House debates
Wednesday, 13 June 2007
Questions without Notice
Workplace Relations
2:24 pm
Stuart Henry (Hasluck, Liberal Party) Share this | Link to this | Hansard source
My question is addressed to the Prime Minister. Is the Prime Minister aware of the latest Australian Bureau of Statistics industrial dispute figures? Are there risks to the level of industrial disputation in Australia?
John Howard (Bennelong, Liberal Party, Prime Minister) Share this | Link to this | Hansard source
I thank the member for Hasluck for his question. It is not surprising that he should demonstrate an interest in these matters. Not only does he have a very distinguished background in small business and an understanding of the sorts of economic policies that are needed for small business to flourish in Australia, but also he represents an electorate where the level of unemployment in March 1996 was 7.4 per cent and is now only 3.5 per cent. It is precisely an electorate like this—electorates like Hasluck, Stirling and other electorates in Western Australia—where the economic policies of this government have delivered such outstanding benefits over the last few years. The member for Hasluck asked me about the level of industrial disputes. I can inform him—
Graham Edwards (Cowan, Australian Labor Party, Shadow Parliamentary Secretary (Defence and Veterans' Affairs)) Share this | Link to this | Hansard source
Mr Edwards interjecting
John Howard (Bennelong, Liberal Party, Prime Minister) Share this | Link to this | Hansard source
The March quarter industrial dispute figures were released last week by the Australian Bureau of Statistics, and they show the lowest level of industrial disputes ever recorded in Australia. I had previously been saying that they were the lowest since the year before the Great War broke out. They are in fact the lowest level ever recorded in Australia. That should be something of universal pride and universal satisfaction around the country. The figure is 0.8 working days lost per thousand employees. These figures have been kept since before World War I. In the March quarter, the construction industry recorded only 1.5 working days lost per thousand employees, and that compares with 32.8 per thousand employees. That is going from an unacceptably high level in that industry to virtually zero. Nobody can argue the veracity of these figures. Nobody on the other side can suggest that these figures are wrong. Is anybody on the other side saying that this is a bad development? Is anybody pretending that this is something they do not want?

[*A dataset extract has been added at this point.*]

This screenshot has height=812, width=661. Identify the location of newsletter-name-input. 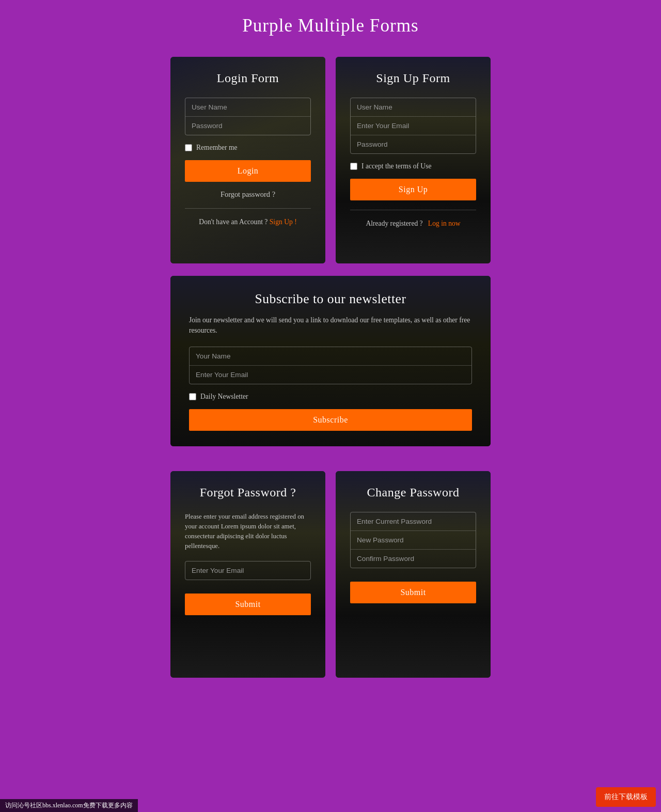
(330, 356).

In the face of the sounds of silence from other side, I might ask a rhetorical question: why on earth do you have a policy that would bring all of this to an end? That is essentially what the Labor Party are on about. These figures are further proof that the government’s workplace reforms have helped to keep the economy strong, and there is an enormous risk if the instructions contained in the dirty tricks manual—to which I have referred and the Treasurer has referred—are successful. Let there be no doubt: the goal of the ACTU is to restore the power of union bosses in this country. It is not to get a lower level of industrial disputes, because you cannot really get any lower than the figures I have mentioned. It is not to get a lower level of unemployment, because when Labor were last in office, unemployment was double what it is now. It is not to get higher real wage growth, because under us real wages have gone up by 20 per cent. The last time the unions ran the country, in the Hawke-Keating years, real wages actually went backwards. What the union movement wants is what Greg Combet candidly admitted when he addressed that rally in Adelaide. He said, ‘There was a time when the unions ran Australia, and it would be a good idea if those days were returned.’

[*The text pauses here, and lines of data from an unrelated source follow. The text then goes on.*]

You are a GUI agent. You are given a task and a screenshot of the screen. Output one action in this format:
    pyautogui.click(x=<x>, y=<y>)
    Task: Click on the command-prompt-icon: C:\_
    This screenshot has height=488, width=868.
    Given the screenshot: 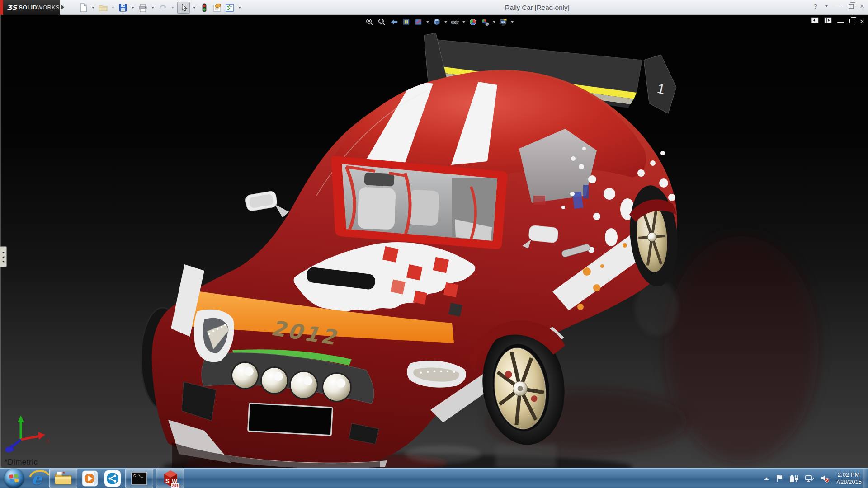 What is the action you would take?
    pyautogui.click(x=139, y=479)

They are using the present Leader of the Opposition. He is the proxy for the trade union movement. He is the patsy, the proxy, the delegate, the surrogate, of the union movement in order to achieve these objectives. But every aspect of Labor Party industrial relations policy is dictated by the union movement. The language is even the same. The Deputy Leader of the Opposition has described the treatment of people under the building industry commission as akin to the treatment of terrorists. I thought that was original language, but I find in fact, when I have a look at the dirty tricks manual, that that is language that is employed in the dirty tricks manual. You go through that document again and again and you find a similarity of language. What this document reveals is the ruthless determination of the union bosses of this country to use deceit, dishonesty and misrepresentation to achieve their objective, and that is to run Australia again, through the courtesy of the puppet Leader of the Opposition.